Biological complexity is the only immovable constraint. With AI that’s no longer a reason to slow down. It’s the reason to build intelligence systems sophisticated enough to handle it.
Precision At Scale
Will AI cure cancer? Not with one discovery, one drug, or one insight. AI is the tool that will turn millions of unique diseases into millions of precise treatments.
It sees patterns across dimensions no human can. It can match molecular fingerprints to therapeutic strategies with accuracy population guidelines will never approach. It can anticipate resistance before it emerges. It can synthesize evidence from every patient journey into predictions. It can finally operate at the scale of biology itself.

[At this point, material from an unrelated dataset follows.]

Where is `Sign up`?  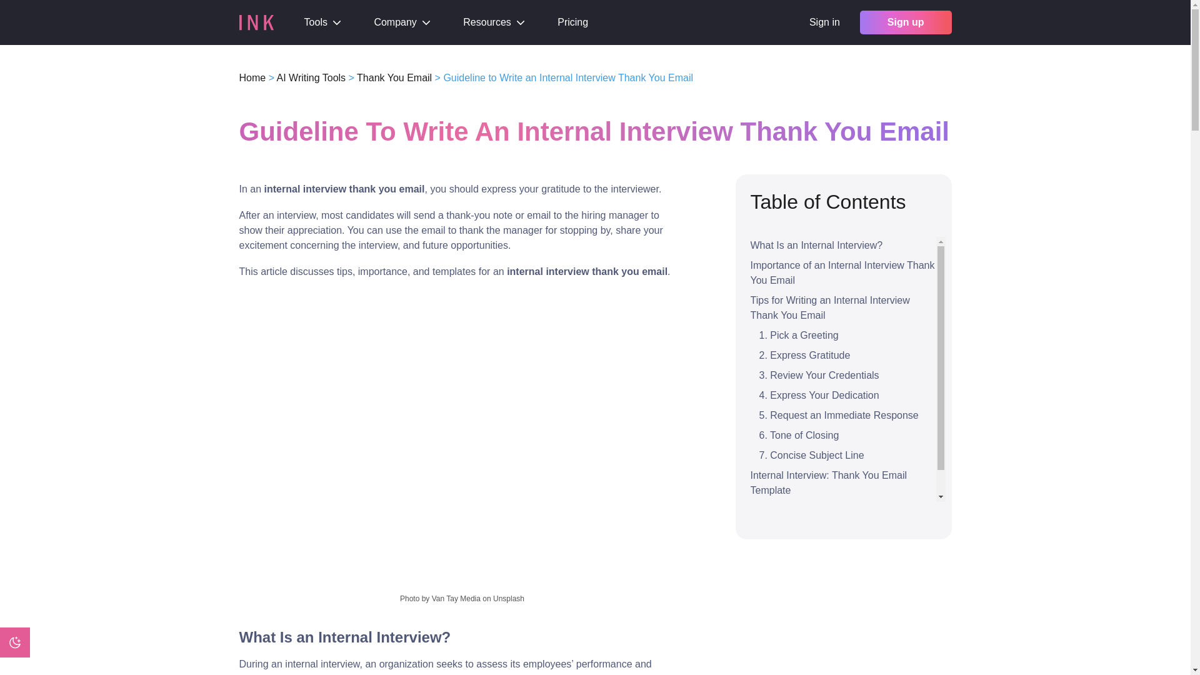
Sign up is located at coordinates (905, 22).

Altman’s claim wasn’t hype. He recognized that cancer won’t fall to averages but to precision delivered at planetary scale. AI is the first tool that can meet that challenge.
The cure will not come in a moment but in millions of precise moves: patient by patient, mutation by mutation, insight by insight. For the first time, the path forward looks clear. What’s needed is the will to build the infrastructure, break the silos, align the incentives, and deploy the intelligence where it matters most: at the bedside, for the person in the chair, whose life depends on whoever or whatever connects the dots faster than cancer can evolve.
That future is ours to build. The question is how fast we choose to begin.